Kenya Police Raid Al Shabbab Related Mosques, Arresting 251 Youth And Killing One

Police in Kenya carried out raids on two mosques in the country's main coastal city Mombasa in an operation that killed one person and resulted in 251 arrests, according to Reuters.

Those arrested were 251 youths who had been camping in Mussa and Sakina mosques and receiving militant training, Reuters reported.

Police said that one man was shot dead at the Mussa mosque when he tried to throw a grenade at officers, according to Reuters.

Kenyan troops have been sent to Somalia as a part of an African Union peacekeeping force, Reuters reported.

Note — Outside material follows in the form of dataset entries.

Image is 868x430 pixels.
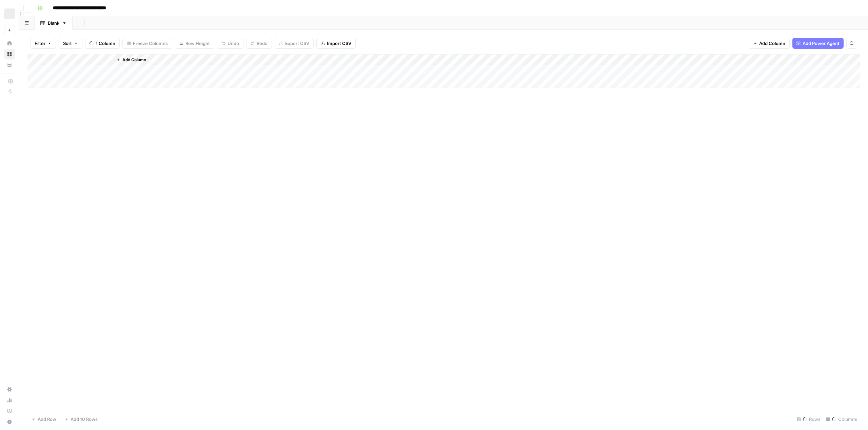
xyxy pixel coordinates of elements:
[802,40,839,46] span: Add Power Agent
[285,40,309,46] span: Export CSV
[4,60,15,70] a: Your Data
[823,414,860,425] div: Columns
[316,38,356,49] button: Import CSV
[27,414,61,425] button: Add Row
[37,416,56,423] span: Add Row
[48,20,59,27] div: Blank
[61,414,101,425] button: Add 10 Rows
[4,384,15,395] a: Settings
[63,40,72,46] span: Sort
[58,38,82,49] button: Sort
[4,395,15,406] a: Usage
[35,40,45,46] span: Filter
[228,40,239,46] span: Undo
[35,16,73,30] a: Blank
[792,38,843,49] button: Add Power Agent
[123,57,146,63] span: Add Column
[4,49,15,60] a: Browse
[96,40,116,46] span: 1 Column
[4,406,15,417] a: Learning Hub
[794,414,823,425] div: Rows
[4,38,15,49] a: Home
[85,38,120,49] button: 1 Column
[256,40,268,46] span: Redo
[30,38,56,49] button: Filter
[275,38,314,49] button: Export CSV
[217,38,243,49] button: Undo
[748,38,790,49] button: Add Column
[327,40,351,46] span: Import CSV
[113,56,149,64] button: Add Column
[4,417,15,428] button: Help + Support
[185,40,210,46] span: Row Height
[70,416,98,423] span: Add 10 Rows
[759,40,785,46] span: Add Column
[246,38,272,49] button: Redo
[123,38,172,49] button: Freeze Columns
[133,40,168,46] span: Freeze Columns
[175,38,214,49] button: Row Height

Al Shabaab was behind a bloody 2013 attack on Nairobi's Westgate shopping mall, and has vowed to drive the Kenyan and other African soldiers out, according to Reuters. Al-Shabab, which means "The Youth" in Arabic, says it is an ally of al-Qaeda and is believed to have between 7,000 and 9,000 fighters.

Police said the Monday raids netted eight grenades and a pistol, and authorities said more than 500 security personnel took part in the raids, Reuters reported.

The police said the person killed had tried to throw a grenade at them as they moved into the Masjid Musa mosque, a place of worship that officials say also harbors radical Muslims, according to Reuters.

"These mosques have been notorious for radicalising our youth and recruiting them into al Shabaab," Nelson Marwa, commissioner responsible for administering Mombasa County, told Reuters.

The police also accused the Kenyan Muslims of using the Masjid Musa and Shakinah mosques to store weapons, BBC News reported.

Mombasa police official Geoffrey Mayek called the raids a "breakthrough" for police intelligence, Reuters reported. Officials say that some Kenyan Muslims have links with the Somali terrorist group al-Shabab.

The mosque raids have been called unfair by Muslim civil rights groups, according to Reuters.

The advocated said the police who conducted the raids were targeting Muslims unfairly in a mainly Christian Kenya, Reuters reported.